Tartiflette is the most defining dish of the French Alps — a deep gratin of sliced potatoes, smoky lardons, sweet onions softened in white wine, and an entire wheel of Reblochon cheese cut in half horizontally and laid rind-up across the top. Baked until the cheese melts down through the potatoes into a creamy, woodsy, slightly funky sauce, tartiflette is the dish skiers eat at the end of a long day on the piste. Its name comes from the Savoyard word tartiflâ (potato), and although it is often presented as ancient, the modern recipe was largely invented in the 1980s by the Reblochon cheese industry to boost sales.

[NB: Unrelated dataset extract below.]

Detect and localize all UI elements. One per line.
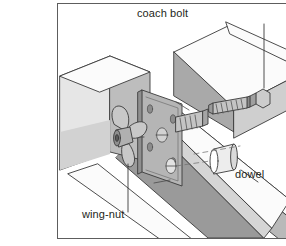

It worked brilliantly: tartiflette is now the signature plate of every alpine refuge from Chamonix to Megève.
Serves 6
Wash potatoes (don't peel — the skins are part of the texture). Boil whole in salted water for 18–20 minutes until just tender but still firm. Drain and cool 10 minutes.

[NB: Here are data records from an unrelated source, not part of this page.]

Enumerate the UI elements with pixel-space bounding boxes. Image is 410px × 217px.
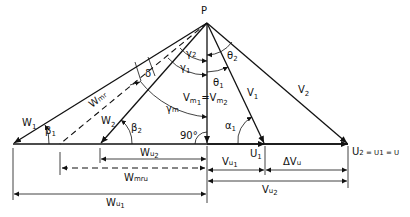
- wu1-label: Wu1: [106, 197, 125, 210]
- u1-label: U1: [250, 148, 262, 161]
- theta1-label: θ1: [213, 77, 224, 90]
- alpha1-label: α1: [225, 120, 236, 133]
- beta2-label: β2: [131, 122, 142, 135]
- vm-label: Vm1=Vm2: [183, 92, 228, 107]
- wmru-label: Wmru: [124, 172, 148, 183]
- gamma1-label: γ1: [180, 62, 190, 75]
- theta2-label: θ2: [227, 50, 238, 63]
- beta1-label: β1: [45, 125, 56, 138]
- u-equality-label: U2 = U1 = U: [352, 146, 399, 157]
- apex-label-p: P: [201, 5, 207, 16]
- w2-vector: [101, 23, 207, 143]
- w2-label: W2: [101, 115, 115, 129]
- delta-vu-label: ΔVu: [283, 156, 301, 167]
- gamma2-label: γ2: [186, 48, 196, 59]
- right-angle-label: 90°: [180, 130, 198, 141]
- w1-label: W1: [22, 117, 36, 131]
- v1-label: V1: [247, 87, 258, 101]
- gamma-m-label: γm: [166, 103, 179, 114]
- vu2-label: Vu2: [262, 184, 278, 197]
- v2-label: V2: [298, 84, 309, 98]
- theta1-arc: [207, 67, 228, 72]
- wu2-label: Wu2: [140, 147, 159, 160]
- alpha1-arc: [238, 117, 252, 144]
- velocity-triangle-diagram: P W1 W2 Wmr V1 V2 Vm1=Vm2 β1 β2 δ γ2 γ1 …: [0, 0, 410, 217]
- delta-label: δ: [145, 68, 151, 79]
- vu1-label: Vu1: [222, 156, 238, 169]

Slice the cooked potatoes into 5 mm rounds. Set aside.
Heat a wide skillet over medium. Add lardons. Cook 6–8 minutes until golden and most of the fat has rendered. Lift onto a plate; leave the fat in the pan.
Add sliced onions to the bacon fat. Cook 12 minutes, stirring, until soft and lightly golden. Add garlic; cook 1 minute.
Pour in white wine. Simmer briskly 4 minutes until reduced by half. Stir in crème fraîche, nutmeg, salt, and pepper. Cook 2 more minutes.
Butter a deep oven dish (about 25×35 cm). Layer half the sliced potatoes, then all the lardons, then the onion-cream mixture. Top with the remaining potatoes. Season lightly.
With a long sharp knife, slice the whole Reblochon horizontally through its middle into two equal discs (you'll have two thinner wheels). Place both halves rind-up on top of the gratin so they cover the surface.
Bake at 200°C for 25–30 minutes until the cheese has melted, run down through the potatoes, and the top is patchy golden-brown. The kitchen will smell like an alpine refuge.
Rest 8 minutes — the cheese sets slightly and the layers come together. Spoon onto warm plates.
Serve with a green salad sharply dressed in walnut-oil vinaigrette and a small pile of cornichons. A glass of Apremont or Roussette de Savoie alongside.
Use a real raw-milk Reblochon if you can find one — it's the soul of the dish.
Don't peel the potatoes — the skins give body and rustic texture.
Bake long enough that the cheese has fully run down through the potatoes; under-baked tartiflette is sad.
Crozeflette: add cooked crozets (small Savoyard pasta squares) for a heartier version.
Vegetarian tartiflette: skip the lardons, use mushrooms sautéed in butter instead.
Add a layer of thinly sliced apple between the potatoes — sweet and unusual.
Refrigerate up to 3 days. Reheat covered at 180°C for 20 minutes; the cheese rebloomscompletely. Do not freeze (the texture turns grainy).
Tartiflette is based on an older Savoyard peasant dish called péla, but the modern recipe with whole Reblochon was developed in the 1980s by the Syndicat Interprofessionnel du Reblochon to increase cheese sales. The marketing was so effective that it is now regarded as the most traditional dish of the French Alps.
In the US (where raw-milk Reblochon is forbidden) try Reblochon-style cheeses by US dairies, or substitute a small wheel of Camembert (different but workable).
Yes — assemble through step 7 and refrigerate up to 6 hours. Bake from cold, adding 8 minutes.